Slowly, he leaned in, not enough to frighten, just enough to reassure. ‘What we need to talk about, Stuart, is how you got yourself mixed up in all this. See if there isn’t something we can do. Some way round this, don’t leave you in the dock along with everyone else. Culpable homicide, Stuart, three times over. Life inside. You don’t want that.’ Reaching across, Ramsden patted his hand. ‘Okay, Stuart? Okay? Let’s see what we can do.’
‘This is all on tape?’ Karen said. ‘Transcribed?’
Ramsden grinned his crooked grin. ‘Even as we speak.’

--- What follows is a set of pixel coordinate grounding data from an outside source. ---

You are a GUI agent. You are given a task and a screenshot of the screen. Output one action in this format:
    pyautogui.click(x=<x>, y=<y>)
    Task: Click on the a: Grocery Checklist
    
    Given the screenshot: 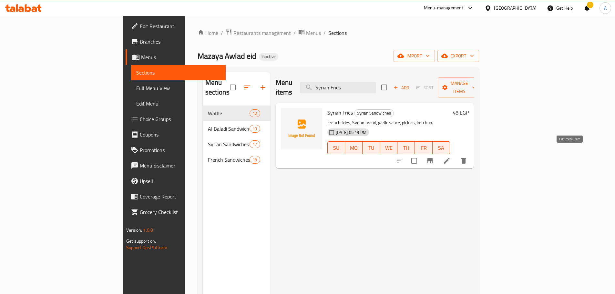 What is the action you would take?
    pyautogui.click(x=176, y=212)
    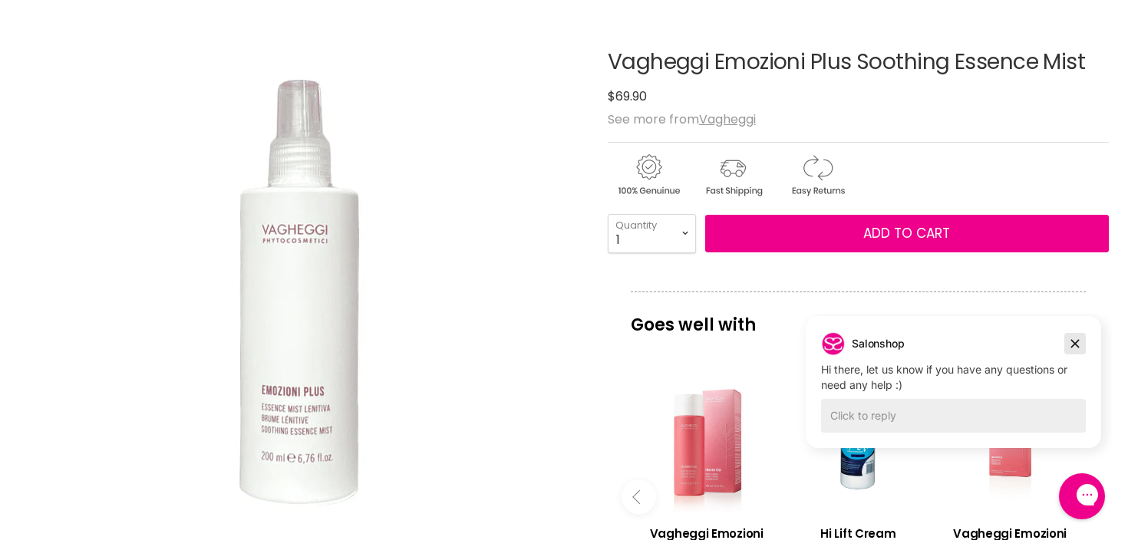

They were in her office, evening, late, but no one was going home. Sandwiches, half-eaten; coffees, growing cold. Through the blur of half-glass, other officers moved around as if underwater, sat hunched over their desks, computers, accessed this list and that, pressed keys, made calls.
‘He’s named everyone?’
‘Everyone in the car, the van. Everyone involved.’
‘Jesus.’
‘Les Arthurs, Kevin Martin, Jason Richards riding with Dyer in the Volvo, Dougie Freeman and Mike Carter up ahead in the van.’
‘Just Kevin Martin?’
‘Yes.’
‘Not Terry?’
Ramsden shook his head.
‘Shame,’ Karen said.
‘Yes. No Dooley, either. Too careful to get his hands dirty, this kind of business. Just a name, where Dyer’s concerned. Barely that.’
‘Who was it, then, set him up?’
‘Arthurs, apparently. Told him there was going to be some serious payback for what had happened to his cousin, Jamie. Give them a good working over, that’s what Dyer reckoned. What went on out at Wing, he didn’t know about. Not till after.’
‘Even though he was there?’
‘Sent him off for pizza, didn’t they? His story. Twenty-mile round trip in search of fifteen-inch pepperoni pizzas. Maybe when this is over he’ll get a job with Domino’s.’
‘You believe all that? Believe him or d’you think he’s just stringing us along?’
Ramsden shrugged. ‘I’d say, bit of both. But right now, it suits us to take what he’s saying as gospel. Long as it keeps him talking. And, besides, what he’s given us so far, Carter and Arthurs doing most of the heavy stuff, fits in pretty well with what we might have guessed. Nasty bastards, both of them. Sooner they’re off the streets the better.’
Karen nodded. ‘I’ve had one conversation with Burcher already. Due another one tomorrow.’
‘No plans for lifting Arthurs and the others till then?’
Karen shook her head. ‘Watching brief only. Till we’re told otherwise. My guess, they’ll want to wait till they’re sure everything’s in place, make one fell swoop.’
‘Just so long as they don’t hold off too long, let ‘em slip away. And make sure they remember who got ‘em this far. Don’t let the bastards grab all the glory.’
A rueful smile came to Karen’s face. ‘Trust me on that one, Mike. Trust me.’